"Am I to read this?"
"When I am gone, my Lady, if you please, and then remembering the most that I consider possible."
"I know of nothing I can do. I know of nothing I reserve that can affect your son. I have never accused him."
"My Lady, you may pity him the more under a false accusation after reading the letter."
The old housekeeper leaves her with the letter in her hand. In truth she is not a hard lady naturally, and the time has been when the sight of the venerable figure suing to her with such strong earnestness would have moved her to great compassion. But so long accustomed to suppress emotion and keep down reality, so long schooled for her own purposes in that destructive school which shuts up the natural feelings of the heart like flies in amber and spreads one uniform and dreary gloss over the good and bad, the feeling and the unfeeling, the sensible and the senseless, she had subdued even her wonder until now.
She opens the letter. Spread out upon the paper is a printed account of the discovery of the body as it lay face downward on the floor, shot through the heart; and underneath is written her own name, with the word "murderess" attached.
It falls out of her hand. How long it may have lain upon the ground she knows not, but it lies where it fell when a servant stands before her announcing the young man of the name of Guppy. The words have probably been repeated several times, for they are ringing in her head before she begins to understand them.
"Let him come in!"
He comes in. Holding the letter in her hand, which she has taken from the floor, she tries to collect her thoughts. In the eyes of Mr. Guppy she is the same Lady Dedlock, holding the same prepared, proud, chilling state.
"Your ladyship may not be at first disposed to excuse this visit from one who has never been welcome to your ladyship"--which he don't complain of, for he is bound to confess that there never has been any particular reason on the face of things why he should be-- "but I hope when I mention my motives to your ladyship you will not find fault with me," says Mr. Guppy.
"Do so."
"Thank your ladyship. I ought first to explain to your ladyship," Mr. Guppy sits on the edge of a chair and puts his hat on the carpet at his feet, "that Miss Summerson, whose image, as I formerly mentioned to your ladyship, was at one period of my life imprinted on my 'eart until erased by circumstances over which I had no control, communicated to me, after I had the pleasure of waiting on your ladyship last, that she particularly wished me to take no steps whatever in any manner at all relating to her. And Miss Summerson's wishes being to me a law (except as connected with circumstances over which I have no control), I consequently never expected to have the distinguished honour of waiting on your ladyship again."
And yet he is here now, Lady Dedlock moodily reminds him.
"And yet I am here now," Mr. Guppy admits. "My object being to communicate to your ladyship, under the seal of confidence, why I am here."
He cannot do so, she tells him, too plainly or too briefly. "Nor can I," Mr. Guppy returns with a sense of injury upon him, "too particularly request your ladyship to take particular notice that it's no personal affair of mine that brings me here. I have no interested views of my own to serve in coming here. If it was not for my promise to Miss Summerson and my keeping of it sacred--I, in point of fact, shouldn't have darkened these doors again, but should have seen 'em further first."
Mr. Guppy considers this a favourable moment for sticking up his hair with both hands.
"Your ladyship will remember when I mention it that the last time I was here I run against a party very eminent in our profession and whose loss we all deplore. That party certainly did from that time apply himself to cutting in against me in a way that I will call sharp practice, and did make it, at every turn and point, extremely difficult for me to be sure that I hadn't inadvertently led up to something contrary to Miss Summerson's wishes.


* [Task to carry out] Without omitting anything, return the records precisely as given.

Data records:
────────────────
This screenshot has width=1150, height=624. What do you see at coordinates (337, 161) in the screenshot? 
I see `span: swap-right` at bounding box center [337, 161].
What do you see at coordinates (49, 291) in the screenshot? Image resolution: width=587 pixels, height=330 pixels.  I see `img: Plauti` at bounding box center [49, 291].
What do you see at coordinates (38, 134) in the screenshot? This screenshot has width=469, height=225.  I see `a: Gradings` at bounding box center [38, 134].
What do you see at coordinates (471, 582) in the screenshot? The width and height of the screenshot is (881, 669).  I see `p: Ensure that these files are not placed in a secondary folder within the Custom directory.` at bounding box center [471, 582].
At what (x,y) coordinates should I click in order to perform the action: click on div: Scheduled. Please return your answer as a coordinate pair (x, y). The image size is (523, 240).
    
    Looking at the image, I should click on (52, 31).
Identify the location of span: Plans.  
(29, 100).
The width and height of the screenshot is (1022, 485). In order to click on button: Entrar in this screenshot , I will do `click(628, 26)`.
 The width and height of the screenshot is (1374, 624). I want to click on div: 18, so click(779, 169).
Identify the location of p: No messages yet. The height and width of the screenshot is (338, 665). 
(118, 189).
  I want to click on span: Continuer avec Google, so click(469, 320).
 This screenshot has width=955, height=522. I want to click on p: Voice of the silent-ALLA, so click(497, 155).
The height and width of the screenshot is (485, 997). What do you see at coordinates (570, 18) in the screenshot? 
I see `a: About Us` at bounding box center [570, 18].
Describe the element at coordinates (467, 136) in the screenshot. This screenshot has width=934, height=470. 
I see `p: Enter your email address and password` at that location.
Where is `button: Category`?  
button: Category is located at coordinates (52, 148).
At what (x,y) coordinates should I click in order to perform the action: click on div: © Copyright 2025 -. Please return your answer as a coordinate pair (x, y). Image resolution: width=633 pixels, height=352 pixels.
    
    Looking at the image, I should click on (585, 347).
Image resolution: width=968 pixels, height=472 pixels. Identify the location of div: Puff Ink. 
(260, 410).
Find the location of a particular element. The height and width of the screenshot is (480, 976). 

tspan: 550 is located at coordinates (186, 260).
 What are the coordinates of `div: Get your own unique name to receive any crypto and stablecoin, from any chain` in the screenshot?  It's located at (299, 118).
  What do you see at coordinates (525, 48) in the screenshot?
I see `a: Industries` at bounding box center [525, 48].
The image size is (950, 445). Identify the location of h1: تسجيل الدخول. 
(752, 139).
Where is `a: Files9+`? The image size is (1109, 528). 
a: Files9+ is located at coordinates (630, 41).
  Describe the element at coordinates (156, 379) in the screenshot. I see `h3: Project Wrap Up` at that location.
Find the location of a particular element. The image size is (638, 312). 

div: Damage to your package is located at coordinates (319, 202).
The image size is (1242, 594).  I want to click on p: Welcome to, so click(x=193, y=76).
────────────────
* [Answer section]
This screenshot has width=1150, height=624. What do you see at coordinates (337, 161) in the screenshot? 
I see `span: swap-right` at bounding box center [337, 161].
What do you see at coordinates (49, 291) in the screenshot? Image resolution: width=587 pixels, height=330 pixels.  I see `img: Plauti` at bounding box center [49, 291].
What do you see at coordinates (38, 134) in the screenshot? This screenshot has width=469, height=225.  I see `a: Gradings` at bounding box center [38, 134].
What do you see at coordinates (471, 582) in the screenshot? The width and height of the screenshot is (881, 669).  I see `p: Ensure that these files are not placed in a secondary folder within the Custom directory.` at bounding box center [471, 582].
At what (x,y) coordinates should I click in order to perform the action: click on div: Scheduled. Please return your answer as a coordinate pair (x, y). The image size is (523, 240).
    
    Looking at the image, I should click on (52, 31).
Identify the location of span: Plans.  
(29, 100).
The width and height of the screenshot is (1022, 485). In order to click on button: Entrar in this screenshot , I will do `click(628, 26)`.
 The width and height of the screenshot is (1374, 624). I want to click on div: 18, so click(779, 169).
Identify the location of p: No messages yet. The height and width of the screenshot is (338, 665). 
(118, 189).
  I want to click on span: Continuer avec Google, so click(469, 320).
 This screenshot has width=955, height=522. I want to click on p: Voice of the silent-ALLA, so click(497, 155).
The height and width of the screenshot is (485, 997). What do you see at coordinates (570, 18) in the screenshot? 
I see `a: About Us` at bounding box center [570, 18].
Describe the element at coordinates (467, 136) in the screenshot. This screenshot has width=934, height=470. 
I see `p: Enter your email address and password` at that location.
Where is `button: Category`?  
button: Category is located at coordinates (52, 148).
At what (x,y) coordinates should I click in order to perform the action: click on div: © Copyright 2025 -. Please return your answer as a coordinate pair (x, y). Image resolution: width=633 pixels, height=352 pixels.
    
    Looking at the image, I should click on (585, 347).
Image resolution: width=968 pixels, height=472 pixels. Identify the location of div: Puff Ink. 
(260, 410).
Find the location of a particular element. The height and width of the screenshot is (480, 976). 

tspan: 550 is located at coordinates (186, 260).
 What are the coordinates of `div: Get your own unique name to receive any crypto and stablecoin, from any chain` in the screenshot?  It's located at (299, 118).
  What do you see at coordinates (525, 48) in the screenshot?
I see `a: Industries` at bounding box center [525, 48].
The image size is (950, 445). Identify the location of h1: تسجيل الدخول. 
(752, 139).
Where is `a: Files9+`? The image size is (1109, 528). 
a: Files9+ is located at coordinates (630, 41).
  Describe the element at coordinates (156, 379) in the screenshot. I see `h3: Project Wrap Up` at that location.
Find the location of a particular element. The image size is (638, 312). 

div: Damage to your package is located at coordinates (319, 202).
The image size is (1242, 594).  I want to click on p: Welcome to, so click(x=193, y=76).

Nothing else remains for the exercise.